4. Exception queue transactions. Consider disabling MQ Auto Replay during the upgrade. If transactions are being sent to the MQ Exception queue because of build issues or other environmental issues, they are likely to fail again when Panther replays them, adding more strain to MQ. Once all build issues and environmental issues are resolved, turn the MQ Auto Replay back on.

5. Message log disk I/O increases. Error log writing often increases after an upgrade, so I suggest you determine your current wrap times. Which servers have mlg files wrapping in less than a day? Which servers have mlg files wrapping in less than 10 days? If you know what normal is before the upgrade, you can tell what is not normal after the upgrade and can log points to resolve your issues.

6. Confusing MQ log files. Monitor MQ .FDC and log files in /var/mqm/errors on each application node. For some clients, we have found .FDC files that were months and years old. These add confusion when there are MQ and throughput issues. If an .FDC file is more than two weeks old and you are not actively engaging your support team to resolve the issue, it is just consuming disk space.

7. Extra message log writing. We have seen several servers start logging unnecessary messages for certain events after upgrades. I suggest you consider putting the following events in messages.suppress in $cer_mgr:

  1. SRV_UnpackFailure. Because of the potential risk for troubleshooting SCP Entry ID 330 (PM Reg), you may want to verify that there are no PM Reg server issues before suppressing this event.
  2. CRM_ClientTimeZone.

8. Too much extraneous logging. Set the following servers to LogLevel 0 to reduce extraneous logging.

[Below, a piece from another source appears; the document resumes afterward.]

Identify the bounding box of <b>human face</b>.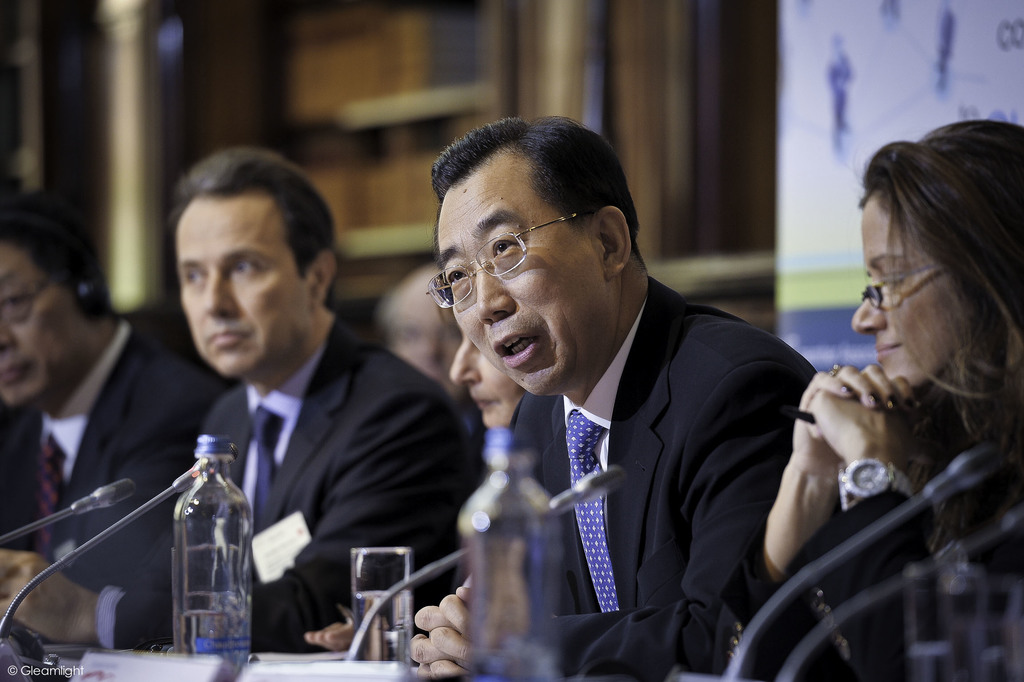
[left=173, top=194, right=318, bottom=371].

9. MQ information loss. Set the following servers to LogLevel 1. Otherwise, you will miss MQ issues these servers can experience.

10. Missing or incorrect security settings for a file. Please verify that the /cerner/mgr/workflow-orders-definitions.xml exists (or for VMS clients, set def cer_mgr). Verify the ownership and permissions on the file as well.

11. MQ running in mixed mode. I would not run an MQ 6 client with an MQ 5.x back end. Upgrade the application nodes to MQ 6 when Millennium installs the MQ 6 client. It may involve some downtime, but it’s worth the scheduled interruption in order to produce a stable production environment.

12. Request class routing needs. The script PM_SCH_GET_PERSONS should be request class routed to a CPM Script server clone whose kill-time property is 5 minutes. Additional instances of thie server you move this request to, will probably be needed for the go-live volumes.

13. Wrapping issues with message logs. Increase the mlg max records for cmb_0000, cmb_0027, cmb_0029, cmb_0033 and mqalert to at least 16,384. Please verify that you have enough file system space in $cer_log before increasing these. You will want the information held in these files to assist in troubleshooting post-upgrade issues, especially if you upgraded MQ as well as Millennium.

14. QCP server instances. Have you heard the urban myth that claims you can only have one instance of the QCP server (SCP Entry ID 27) running on an application node? Don’t believe it. QCP is simply used by various servers and client applications to read and update information from the local MQ queue manager. It is a shared service and as such works great if multiple instances are running. It can be thought of as SCP Entry ID 51 CPM Script, which if it queues, you add another instance until it no longer queues. Please run enough instances so it does not queue.